Hosting a free summer corn boil in the community garden next to the church is one way St. John Lutheran Church hopes to plant the seeds that grow relationships between the church and its neighbors, said organizer Darlene Wentland-Wiktor, a life-long St. John member.
The third annual party will serve up sweet corn, hot dogs, watermelon, chips—free of charge on Saturday, Aug. 2.
Dave Hill, an elder at St. John said ears of corn will be purchased that morning from the Oak Park Farmers’ Market. Last year, visitors consumed about 90 hot dogs, 60 burgers and about 120 ears of fresh sweet corn. Desserts were made by St. John congregation members.
“It’s a very informal event,” Hill said, “no organized activities per se, but some folks will bring board games, and the kids run around or play Frisbee. Many of the guests pitch in when it comes time to take down the tent and help with the clean up.”
Wentland-Wiktor sees the garden party as a gesture of friendship.
“It’s a way that St. John can extend the hand of friendship to our neighbors,” she explained, “and let them know that we are here for them. I also personally hope that our neighbors will see that we are a friendly church and that they can join us as we grow in faith together.”
Rev. Leonard Payton, St. John’s pastor, said that the corn boil is part of a larger strategy to redirect the focus of the congregation’s mission to meet the needs of a changed neighborhood.
“We will be celebrating our 150th anniversary in 2016,” he explained. “We were a large congregation whose members were almost entirely German-American. Over the past fifty years we have shrunk, and our neighborhood has changed a lot. Our membership doesn’t look like our immediate neighborhood yet, though we are steadily approaching that.
“We’re sitting in facilities [a large worship space and a school with a gym] that were designed for a very different congregation with very different needs. Now we are trying to figure out how to use those facilities well, and because Jesus told us to love our neighbors, maybe there are intense ways to use our assets to do just that.”
Payton went on to say that the congregation wants to involve the whole neighborhood in that discernment process. That is why the large banner hung at the corner of Circle and Madison invites everyone to complete a survey created by Kim Rodriguez and the Board of Evangelism and Outreach which she chairs.
“We in the church could sit around and hatch all sorts of ideas of what we think might be good for the neighborhood,” said Payton, “and maybe some of those ideas might take off. But we think it would be much better for us to hear from the neighborhood about what they value, about what they think would improve life in the neighborhood, and about their sense of lack and deficiency in this local life. We in the church could then assess what resources we could bring to bear on those needs.”
Soon after becoming St. John’s pastor in 2010, Payton did a demographic analysis of the area surrounding St. John. What he discovered was a population which is 52 percent African-American and dense—5,000 people live within a three block radius of the church. There are not many public spaces in which residents can hang out. The creation of their community garden was a way to address that need.
Another issue, which has been well documented in the media, is isolation. “We live in a time when people are more and more isolated from one another,” said Payton, “mainly due to technological innovations and the demands of vocation in a global corporatized world. And while we all enjoy many benefits from these technologies and economic structures, we also suffer from the isolation they produce. St. John has the potential to be an anchor in neighborhood life.”
Rodriguez said that one motivation for hosting the corn boil is to address that need.
“The purpose of the corn boil,” she explained, “is also to reach out to our neigh borhood and have a safe environment in which the neighbors can meet and get to know each other.”
The St. John Corn Boil takes place Aug. 2 from 4- 7 p.m. around the corner from the church entrance at 305 Circle Ave.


▸ INSTRUCTIONS TO FOLLOW
Only one stretch of the listing below is wanted: every line from the first to the line containing "In order to click on abbr: October", set down exactly.

▸ RECORDS FOR THE TASK
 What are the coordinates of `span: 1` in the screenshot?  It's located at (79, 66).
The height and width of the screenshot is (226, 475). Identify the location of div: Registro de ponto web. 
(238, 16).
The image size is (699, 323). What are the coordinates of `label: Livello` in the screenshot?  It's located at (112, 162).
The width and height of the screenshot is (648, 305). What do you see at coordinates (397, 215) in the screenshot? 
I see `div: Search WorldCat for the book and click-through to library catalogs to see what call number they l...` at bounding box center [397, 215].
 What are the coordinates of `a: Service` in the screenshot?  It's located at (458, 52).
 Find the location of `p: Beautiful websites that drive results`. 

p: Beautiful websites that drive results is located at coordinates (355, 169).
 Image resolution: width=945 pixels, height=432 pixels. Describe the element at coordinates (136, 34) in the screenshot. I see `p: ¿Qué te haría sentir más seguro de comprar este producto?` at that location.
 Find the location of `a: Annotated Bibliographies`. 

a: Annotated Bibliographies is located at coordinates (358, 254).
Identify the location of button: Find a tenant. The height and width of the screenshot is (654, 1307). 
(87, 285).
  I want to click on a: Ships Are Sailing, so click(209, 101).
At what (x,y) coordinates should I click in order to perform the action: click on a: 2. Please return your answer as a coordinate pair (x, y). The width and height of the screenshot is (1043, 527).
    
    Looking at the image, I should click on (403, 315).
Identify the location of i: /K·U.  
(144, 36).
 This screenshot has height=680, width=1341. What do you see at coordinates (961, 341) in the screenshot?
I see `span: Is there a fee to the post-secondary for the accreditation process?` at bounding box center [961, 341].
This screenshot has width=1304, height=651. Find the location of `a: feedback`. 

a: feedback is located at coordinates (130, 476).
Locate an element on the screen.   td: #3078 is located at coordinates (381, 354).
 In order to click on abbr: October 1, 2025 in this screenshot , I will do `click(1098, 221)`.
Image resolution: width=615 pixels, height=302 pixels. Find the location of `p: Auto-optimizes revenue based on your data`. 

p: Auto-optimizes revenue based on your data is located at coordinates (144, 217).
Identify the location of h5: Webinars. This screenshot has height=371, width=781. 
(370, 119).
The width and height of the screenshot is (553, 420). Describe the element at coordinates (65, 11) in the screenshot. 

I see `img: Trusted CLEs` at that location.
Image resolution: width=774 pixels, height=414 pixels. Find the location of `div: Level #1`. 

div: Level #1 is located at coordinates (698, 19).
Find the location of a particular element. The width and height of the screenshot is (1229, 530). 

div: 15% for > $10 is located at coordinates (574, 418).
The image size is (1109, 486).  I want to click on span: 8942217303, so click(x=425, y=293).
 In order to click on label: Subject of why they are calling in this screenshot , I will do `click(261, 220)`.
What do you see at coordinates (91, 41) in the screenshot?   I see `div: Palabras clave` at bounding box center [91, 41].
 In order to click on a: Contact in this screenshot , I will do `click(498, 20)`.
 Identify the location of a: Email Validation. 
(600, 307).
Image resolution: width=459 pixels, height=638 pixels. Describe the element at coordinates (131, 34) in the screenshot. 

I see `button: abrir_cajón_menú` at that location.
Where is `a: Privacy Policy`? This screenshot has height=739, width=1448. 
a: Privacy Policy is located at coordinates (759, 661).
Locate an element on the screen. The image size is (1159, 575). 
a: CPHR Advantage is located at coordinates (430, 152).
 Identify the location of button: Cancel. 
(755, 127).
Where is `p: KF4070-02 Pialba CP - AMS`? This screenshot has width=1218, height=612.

▸ EXERCISE SOLUTION
 What are the coordinates of `span: 1` in the screenshot?  It's located at (79, 66).
The height and width of the screenshot is (226, 475). Identify the location of div: Registro de ponto web. 
(238, 16).
The image size is (699, 323). What are the coordinates of `label: Livello` in the screenshot?  It's located at (112, 162).
The width and height of the screenshot is (648, 305). What do you see at coordinates (397, 215) in the screenshot? 
I see `div: Search WorldCat for the book and click-through to library catalogs to see what call number they l...` at bounding box center [397, 215].
 What are the coordinates of `a: Service` in the screenshot?  It's located at (458, 52).
 Find the location of `p: Beautiful websites that drive results`. 

p: Beautiful websites that drive results is located at coordinates (355, 169).
 Image resolution: width=945 pixels, height=432 pixels. Describe the element at coordinates (136, 34) in the screenshot. I see `p: ¿Qué te haría sentir más seguro de comprar este producto?` at that location.
 Find the location of `a: Annotated Bibliographies`. 

a: Annotated Bibliographies is located at coordinates (358, 254).
Identify the location of button: Find a tenant. The height and width of the screenshot is (654, 1307). 
(87, 285).
  I want to click on a: Ships Are Sailing, so click(209, 101).
At what (x,y) coordinates should I click in order to perform the action: click on a: 2. Please return your answer as a coordinate pair (x, y). The width and height of the screenshot is (1043, 527).
    
    Looking at the image, I should click on (403, 315).
Identify the location of i: /K·U.  
(144, 36).
 This screenshot has height=680, width=1341. What do you see at coordinates (961, 341) in the screenshot?
I see `span: Is there a fee to the post-secondary for the accreditation process?` at bounding box center [961, 341].
This screenshot has width=1304, height=651. Find the location of `a: feedback`. 

a: feedback is located at coordinates (130, 476).
Locate an element on the screen.   td: #3078 is located at coordinates (381, 354).
 In order to click on abbr: October 1, 2025 in this screenshot , I will do `click(1098, 221)`.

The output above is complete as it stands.